My mother knows this American custom. She places her hand in his and shakes.
“Hello,” she says, the big, toothy smile fixed on her mouth like it was painted on. I welcome a slight breeze, feel it dry the sweat on me, cooling my skin.
Coach says, “I’m glad to have Tina on my team. She’s strong and fast and not afraid of the ball. And can she ever kick!”
My mother nods her head, teeth still showing. She is all white, like a soccer ball, with her pale skin the sun never shines on and her light teeth. “Thank you, thank you very much.”
“Now we have to see about getting her to practice more,” Coach says.
My mother nods again. The smile on her face stretches until the corners of her lips rise to the bottom of her ears, and her eyes look like two skinny caterpillars drawn in black crayon across the middle of her face. “Yes, please,” she finally says.
Coach stands there for a long awkward silence. I know this silence.
“My mother doesn’t understand,” I say. He looks at me with his own frown of not understanding.
“She doesn’t speak English,” I add.
“Tell her I’m very glad to meet her and I think you are a good soccer player,” he says, speaking very slowly and much too loud. I know this custom too. People always talk in this manner when they need me to translate. Like I can’t hear if they don’t raise their voices. Like I can’t remember the words if they don’t string them together with big empty spaces in between. I feel my face turn hot, even hotter than it felt running around the field.
My mother looks at me, waiting to hear what Coach has said. Very soft and fast, I tell her. My mother nods at Coach and says, “Thank you. Thank you very much.” Her face is red and getting redder, but not from the sun. Not from the heat of running. Red like I have never seen on my mother’s face.
Like she doesn’t know anything just because she doesn’t know English.
I turn and say something to her in Korean, not so softly this time. She says something back. Coach looks like he is waiting for me to translate again, but these words are only for my mother and me.
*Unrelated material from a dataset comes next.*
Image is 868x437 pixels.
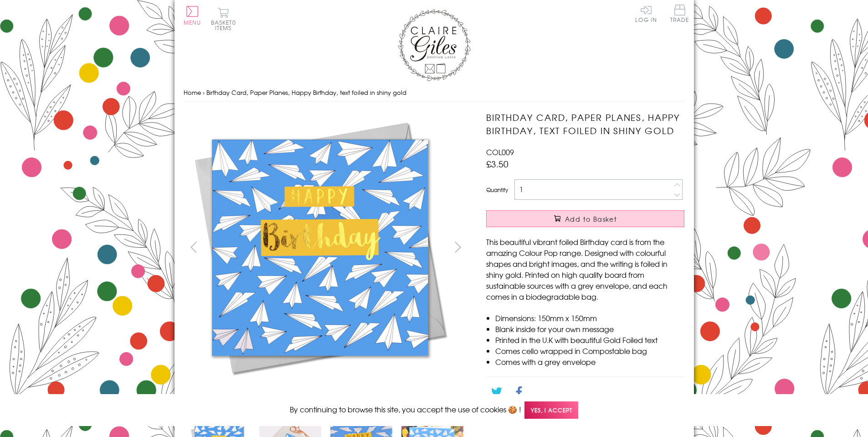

I say something else to her and she smiles, but it is not painted-on smile.
What did I say? I said, “I’d like to see him try and speak Korean.”
And she said, “It is not so easy to learn a language when you are old.”
And I said, “You are not old. It just takes work and time, like to make kim chi. And you have me to teach you English. How lucky is that?”
Pretty lucky, from the smile on her face.
On the way
to the car, she says, “Coach is not so nice. You really want to play soccer with him?”
“I love to play soccer,” I say. “And this is the only chance I have to make the high school team one day.”
She nods her head like maybe she understands. Then I think, this is America. Here you can fall in love and get your heart broken, but there is always hope. So I say, “Next week I have a game on Saturday.”
She doesn’t go to church on Saturday.
“Maybe,” she says, “Maybe I come to game on Saturday.
“Thank you, thank you very much,” I say, in that way Americans call sincere.